M.N.Ry. No.10
M.N.Ry. No.10
Purchased for the opening of the Manx Northern Railway on 23rd September 1879 from the Swansea Carriage & Wagon Co. This carriage had a guards’ compartment added early in its career in 1881 only two years after delivery, as was also carried out to several other such six-wheelers.
It was rare for the six-wheelers to venture from the North Line owing to the radius of curves elsewhere and passenger use was relatively short-lived, when it was damaged in an accident on 20th July 1905 when struck by an incoming train at Douglas Station its fate was sealed.
It was shortly thereafter officially removed from the railway passenger stock list but survived for some time as an oil store at Ramsey Station. No photographic evidence has been found of this usage. It was one of two to have a small window added to the bulkhead to improve visibility for the guards.
The accompanying rendering is entirely conjectural and an imagined colour scheme, the original scheme having been polished teak as seen today on restored sister M.N.Ry. No.6 in the Railway Museum, changed to a variation on purple lake and off-white when the teak proved to not weather well.
M.N.Ry. No.:
I.M.R. No.:
Width:
Length:
Wheel Dia.:
Wheelbases:
No.8
None
6’ 9”
30’ 0”
2’ 3”
24’ 0”
No photos exist of this carriage; here are some of the surviving six-wheelers stored in the open in 1955.
No photos exist of this carriage; one of the others of the series still in use and with its oil lamp housings.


# What you should do:
Only the lines from the one containing "Image resolution: width=673" through the end of the entries are wanted, retyped exactly and without pictures.

◆ ◆ ◆

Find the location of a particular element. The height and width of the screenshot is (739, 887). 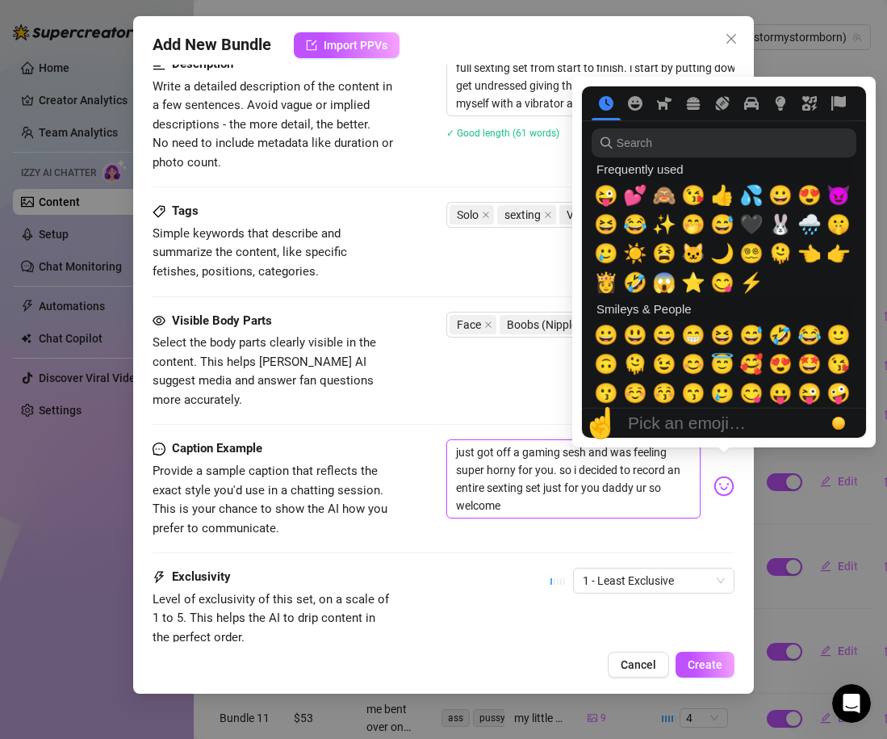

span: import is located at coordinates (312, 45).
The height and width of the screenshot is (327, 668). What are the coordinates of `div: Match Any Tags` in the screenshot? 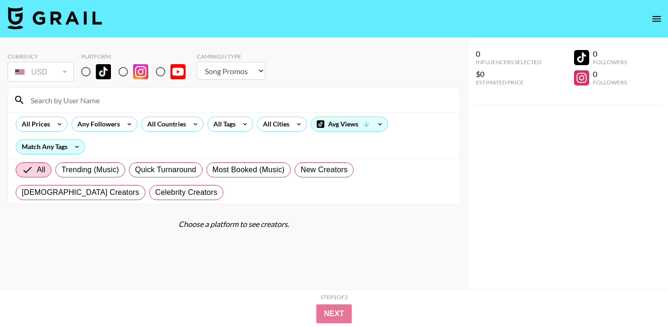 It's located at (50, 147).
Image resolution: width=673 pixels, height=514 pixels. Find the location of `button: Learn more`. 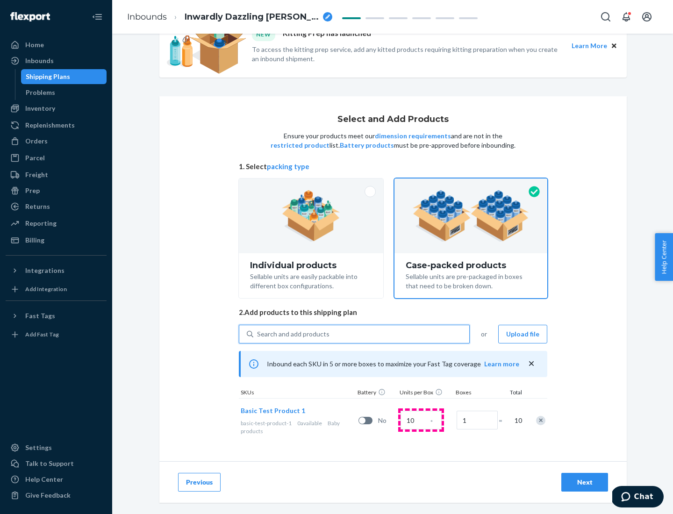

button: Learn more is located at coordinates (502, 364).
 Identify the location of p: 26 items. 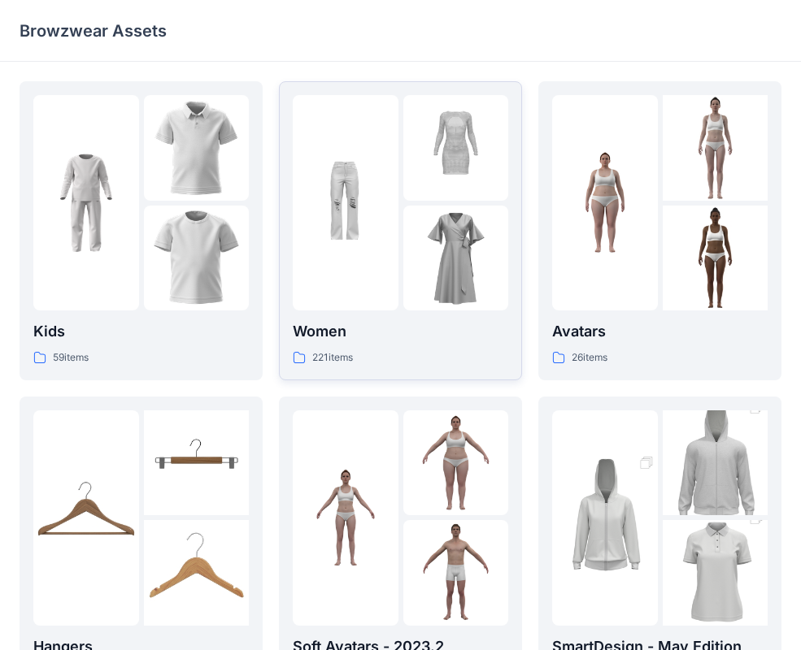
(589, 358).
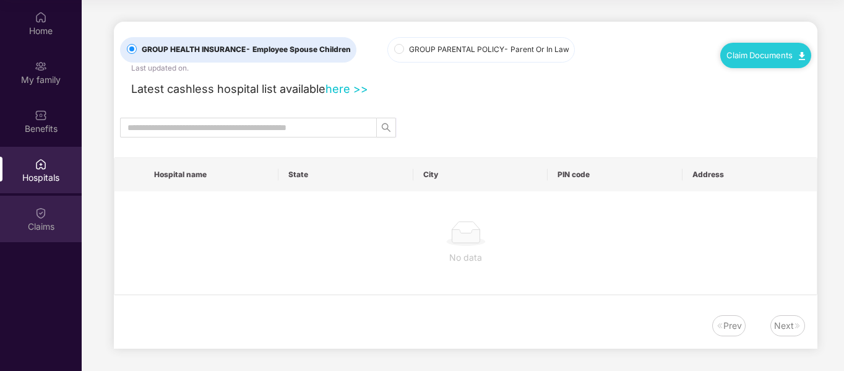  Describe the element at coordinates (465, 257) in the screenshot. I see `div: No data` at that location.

◆ ◆ ◆

# Answer to this exercise:
Image resolution: width=673 pixels, height=514 pixels. Find the location of `button: Learn more`. 

button: Learn more is located at coordinates (502, 364).
 Identify the location of p: 26 items. 
(589, 358).
  Describe the element at coordinates (465, 257) in the screenshot. I see `div: No data` at that location.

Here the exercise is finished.